Jon M. Chu’s hit movie version of the Broadway musical Wicked (or more accurately, Wicked: Part I) has prompted a new wave of enthusiastically shipping frenemy protagonists Elphaba and Galinda/Glinda under the ship name “Gelphie.” That fandom has been present in Broadway circles since the stage show’s 2003 debut, and no wonder — Wicked’s enemies-to-friends-to-enemies(ish) arc and its themes of unrequited longing are tailor-made for fanfiction treatments. (Popular fanfiction site A03 has Gelphie-tagged Wicked fics going back as far as 2004.)
But the passion Cynthia Erivo (as Elphaba) and Ariana Grande (as Glinda) put into the characters on screen whenever they look at or touch each other has inspired a new generation to post Gelphie memes, fanfic, fan art, and video edits all over social media. And getting enthusiastic buy-in both from the movie’s stars and from original Wicked author Gregory Maguire certainly hasn’t hurt.
In a recent interview with Them, Maguire says he didn’t want to outright state in his book that Elphaba and Glinda were lovers, but that he wanted “sexual orientation and sexual diversity” to be a significant part of the book, because it’s an important part of making a fantasy setting real. In his original novel, the two women kiss — and as fans on TikTok note, that kind of lightly romantic contact has appeared in some versions of the stage play.
But Maguire says he also wanted to leave open the possibility of an unrequited love between the two of them: “[Their relationship] was modest and restrained and refined in such a way that one could imagine that one of those two young women had felt more than the other and had not wanted to say it. Or perhaps because a novelist can’t write every scene, perhaps when the lights were out and the novelist was out having a smoke in the back alley, the girls had sex in the bed on the way to the Emerald City. I wanted to propose this possibility.”
But no, Maguire hasn’t seen the Gelphie fan art or memes in the wake of the movie: “I don’t even know where one would look for an internet meme. I’m not even sure what it is.”
Meanwhile, Erivo and Grande have been open throughout their press tour about feeling that Wicked is “beautifully queer,” that Glinda is “a little in the closet,” and that their connection is built around “true love.” Even original stage show Glinda Kristin Chenoweth weighed in with a comment on an Instagram post about Glinda being queer: “I thought so too way back when…” Gelphie fans have pointed to those interview snippets as proof that the actors have their own queer headcanon for the two characters.
A lot of the fan memes have revolved around the opening lines of the song “What Is This Feeling,” where Glinda and Elphaba sing about their mutual loathing in comedically ambiguous terms that sound like they have a mutual crush: “What is this feeling, so sudden and new? / I felt the moment I laid eyes on you / My pulse is rushing / My head is reeling / My face is flushing / What is this feeling? / Fervid as a flame / Does it have a name?”
And inevitably, fans who know how the whole musical plays out have been imagining a better future for Glinda and Elphaba, as happy lovers who grow old together. Like so many fancanons built around fraught, complicated relationships, the Gelphie fandom lends itself to both big, dramatic conflict and happily-ever-after hopes. It’s a wholesome, playful fandom to dig into on your social media outlet of choice. But it’s also a rare case where the creative team and the fandom seem to be both aligned on the fanfic possibilities and actively enthused about sharing them.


#### [PROBLEM]
Images excepted, the data below must be repeated exactly.

Entries from a visual dataset:
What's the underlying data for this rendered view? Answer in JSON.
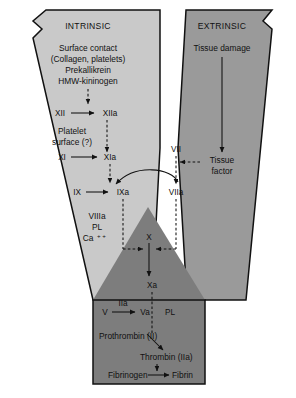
{
  "diagram": {
    "title_intrinsic": "INTRINSIC",
    "title_extrinsic": "EXTRINSIC",
    "colors": {
      "intrinsic_fill": "#c9c9c9",
      "extrinsic_fill": "#9a9a9a",
      "common_fill": "#7d7d7d",
      "outline": "#111111",
      "text": "#111111",
      "background": "#ffffff"
    }
  },
  "intrinsic": {
    "heading": "INTRINSIC",
    "initiators": [
      "Surface contact",
      "(Collagen, platelets)",
      "Prekallikrein",
      "HMW-kininogen"
    ],
    "factor_xii": "XII",
    "factor_xiia": "XIIa",
    "platelet_surface_line1": "Platelet",
    "platelet_surface_line2": "surface (?)",
    "factor_xi": "XI",
    "factor_xia": "XIa",
    "factor_ix": "IX",
    "factor_ixa": "IXa",
    "complex_line1": "VIIIa",
    "complex_line2": "PL",
    "complex_line3": "Ca",
    "complex_line3_sup": "+ +"
  },
  "extrinsic": {
    "heading": "EXTRINSIC",
    "tissue_damage": "Tissue damage",
    "tissue_factor_line1": "Tissue",
    "tissue_factor_line2": "factor",
    "factor_vii": "VII",
    "factor_viia": "VIIa"
  },
  "common": {
    "factor_x": "X",
    "factor_xa": "Xa",
    "factor_v": "V",
    "factor_iia_catalyst": "IIa",
    "factor_va": "Va",
    "pl": "PL",
    "prothrombin": "Prothrombin (II)",
    "thrombin": "Thrombin (IIa)",
    "fibrinogen": "Fibrinogen",
    "fibrin": "Fibrin"
  }
}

#### [ANSWER AREA]
What's the underlying data for this rendered view? Answer in JSON.
{
  "diagram": {
    "title_intrinsic": "INTRINSIC",
    "title_extrinsic": "EXTRINSIC",
    "colors": {
      "intrinsic_fill": "#c9c9c9",
      "extrinsic_fill": "#9a9a9a",
      "common_fill": "#7d7d7d",
      "outline": "#111111",
      "text": "#111111",
      "background": "#ffffff"
    }
  },
  "intrinsic": {
    "heading": "INTRINSIC",
    "initiators": [
      "Surface contact",
      "(Collagen, platelets)",
      "Prekallikrein",
      "HMW-kininogen"
    ],
    "factor_xii": "XII",
    "factor_xiia": "XIIa",
    "platelet_surface_line1": "Platelet",
    "platelet_surface_line2": "surface (?)",
    "factor_xi": "XI",
    "factor_xia": "XIa",
    "factor_ix": "IX",
    "factor_ixa": "IXa",
    "complex_line1": "VIIIa",
    "complex_line2": "PL",
    "complex_line3": "Ca",
    "complex_line3_sup": "+ +"
  },
  "extrinsic": {
    "heading": "EXTRINSIC",
    "tissue_damage": "Tissue damage",
    "tissue_factor_line1": "Tissue",
    "tissue_factor_line2": "factor",
    "factor_vii": "VII",
    "factor_viia": "VIIa"
  },
  "common": {
    "factor_x": "X",
    "factor_xa": "Xa",
    "factor_v": "V",
    "factor_iia_catalyst": "IIa",
    "factor_va": "Va",
    "pl": "PL",
    "prothrombin": "Prothrombin (II)",
    "thrombin": "Thrombin (IIa)",
    "fibrinogen": "Fibrinogen",
    "fibrin": "Fibrin"
  }
}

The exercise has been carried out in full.